Obama_Maliki
U.S. President Barack Obama (R) shakes hands with Iraq's Prime Minister Nuri al-Maliki (L) after their meeting in the Oval Office at the White House in Washington on Nov. 1, 2013. Reuters/Jonathan Ernst

Thursday afternoon at the White House, after President Obama said definitively that he would not send American troops to Iraq, the Wall Street Journal’s Colleen McCain Nelson asked the question on everyone’s mind: “Do you have any confidence in Prime Minister Maliki at this point?”

The president sighed audibly. Then he said, “It’s not our job to choose Iraq’s leaders.”

President Obama may have stopped short of calling directly for Maliki’s ouster, but the message is clear: The United States has had enough of Nouri Kamal al-Maliki, and they want him out. Senators Dianne Feinstein (D-Calif.) and John McCain (R-Ariz.) both said that political reconciliation in Iraq is not possible with Maliki in place, while former Secretary of State (and potential presidential candidate) Hillary Clinton said on CNN:

“I think it’s imperative that the government of Iraq, currently led by Maliki, be much more inclusive, much more willing to share power, involve all the different segments of Iraq. And I believe strongly that, if Maliki is not the kind of leader who can do that, then the Iraqi people need to think seriously about the kind of leader they need to try to unite Iraqis against what is a terrible, imminent threat from these most extreme terrorists.”

Washington’s frustration with Maliki isn’t new, and the prime minister has shouldered much of the blame for Iraq’s deteriorating security situation over the last few years. Maliki has consistently failed to include Sunnis in Iraq’s government, alienating a population that had been so decisive in suppressing an earlier Islamic insurgency. (In an ominous foreshadowing of today’s sectarian nightmare, the Sunni Vice President of Iraq -- Tariq al-Hashimi -- was forced to flee the country in 2012 after Maliki accused him of murder.) And in 2011, Maliki’s refusal to guarantee immunity to American soldiers led Washington to withdraw all U.S. troops from Iraq in December of that year.

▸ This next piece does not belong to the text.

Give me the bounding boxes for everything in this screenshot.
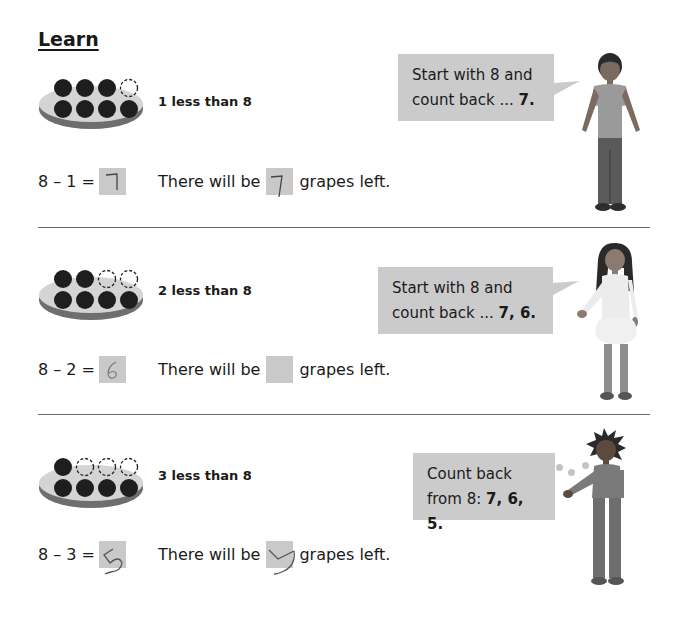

But it is Maliki’s inability to repel the Islamic State of Iraq and Syria (ISIS) that may prove to be his ultimate undoing. Following its capture of Mosul, Iraq’s second-largest city, ISIS has quickly obtained control over a wide swath of the country’s northwest, forming a Sunni proto-state together with its holdings in neighboring Syria. In Mosul, Iraqi security forces -- assembled at great expense to both the American and Iraqi governments -- stripped off their uniforms and escaped the incoming ISIS fighters. Many of those who didn’t were summarily executed.

The gravity of the ISIS threat -- and Maliki’s pleading for military assistance -- has finally given Washington enough leverage to remove him. But will it help the situation in Iraq?

There are reasons to doubt that it will. Though installed on the suggestion of the United States in 2006 -- President Bush disliked Maliki’s predecessor, Ibrahim al-Jaafari, and requested his ouster -- Maliki retains a broad base of support in Iraq, where he was just elected to a third term as prime minister. In Iraq’s political system, one in which patronage plays a major role, many government officials owe their careers to him. And if Maliki goes, finding a suitable replacement may not be a simple matter.

For now, President Obama seems willing to wait. On Thursday, he announced that 300 U.S. special forces will go to Iraq to advise Iraqi troops, and but refrained from ordering air strikes (which Maliki has requested). But in the event ISIS continues its penetration into Iraq, Obama did not rule out changing his course -- something that, for Maliki, may mark the end of his rope in Iraq.